The “guide” can be our own suffering (quest for healing), our sense that there must be more to life (quest for meaning) or that we’re not living the life we’re meant to live (quest for purpose).

The Soul Journey is a descent into the depths of the psyche, the realm of the archetypal imagination, in order to retrieve some new insight or inspiration and return with a bit of your wholeness restored. This is what’s meant when shamanic practitioners talk about a “soul retrieval”. 

The idea is that during a traumatic experience a part of our wholeness will sometimes “split off” so that we’re not completely overwhelmed. There will come a time in our life where we experience that split or “soul loss” more acutely in the form of depression, lack of vitality or deep anxiety. When our suffering gets bad enough, it can act as a wake up call to transformation. 

The acceptance of that call will lead us on our journey of healing, growth and transformation. Refusing the call often leads to further numbing out to avoid the pain, and in some cases, madness or suicide.


What is a Soul Journey Circle like?

Typically, a Soul Journey circle begins with a welcoming song to open the space followed by some sort of grounding and centering practice like group chanting or toning, breathwork or simple yoga movements.

This is followed by group check-ins and introductions, where we talk about what’s happening in the collective and our personal lives. This is a time for connection and intention setting.

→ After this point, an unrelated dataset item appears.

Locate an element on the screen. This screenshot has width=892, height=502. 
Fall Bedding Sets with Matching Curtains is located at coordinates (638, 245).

Next comes the heart of the practice: the Soul Journey. The group will lie down while the facilitator provides drumming (and sometimes chanting) for 20 minutes or so.

Following the journey there is time for sharing our experiences. The facilitator might give tips on how to work with the images and inner figures encountered during the journey, and offer some deeper archetypal insight by pointing to myths, stories and other associations.

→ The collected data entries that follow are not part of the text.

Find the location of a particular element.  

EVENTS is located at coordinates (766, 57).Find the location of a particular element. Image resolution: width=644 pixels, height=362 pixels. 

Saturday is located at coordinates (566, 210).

How did Archetypal Shamanism begin?

Archetypal Shamanism grew out of my personal experiences with plant medicines and neo-shamanic practice. In my quest to understand and integrate these experiences in a way that was non-appropriative of indigenous cosmologies and worldviews, I found in Archetypal Psychology an approach that felt authentic to my western background.

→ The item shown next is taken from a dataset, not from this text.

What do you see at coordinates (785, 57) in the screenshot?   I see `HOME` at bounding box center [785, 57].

Archetypal Psychology is one of the few (if only) western approaches that honours the profundity of the transpersonal visionary experience and helps us to relate to it in a deeply personal way that supports psychological healing and growth.

What most depth psychologies lack are practices and rituals that allow us to work with archetypal energies in an embodied and communal way. The founder of Archetypal Psychology James Hillman recognized the limits of clinical or theoretical psychology to effect change beyond the merely personal and towards the end of his life put more emphasis on the collective and repairing the soul of the world (anima mundi). Archetypal Shamanism takes up this challenge by bringing depth psychology out of the consulting room and into the world.


Who is Archetypal Shamanism for?

Archetypal Shamanism is for anyone seeking a practice and community that is grounded in western depth psychology and rooted in earth-honouring spirituality.

Because of its integrative approach, Archetypal Shamanism can be both a complement and alternative to working with psychedelics. People who have used psychedelics find in Archetypal Shamanism a framework for understanding their experience and a practice for integrating it. For people who can’t or don’t want to take psychedelics, Archetypal Shamanism offers a safe and accessible alternative.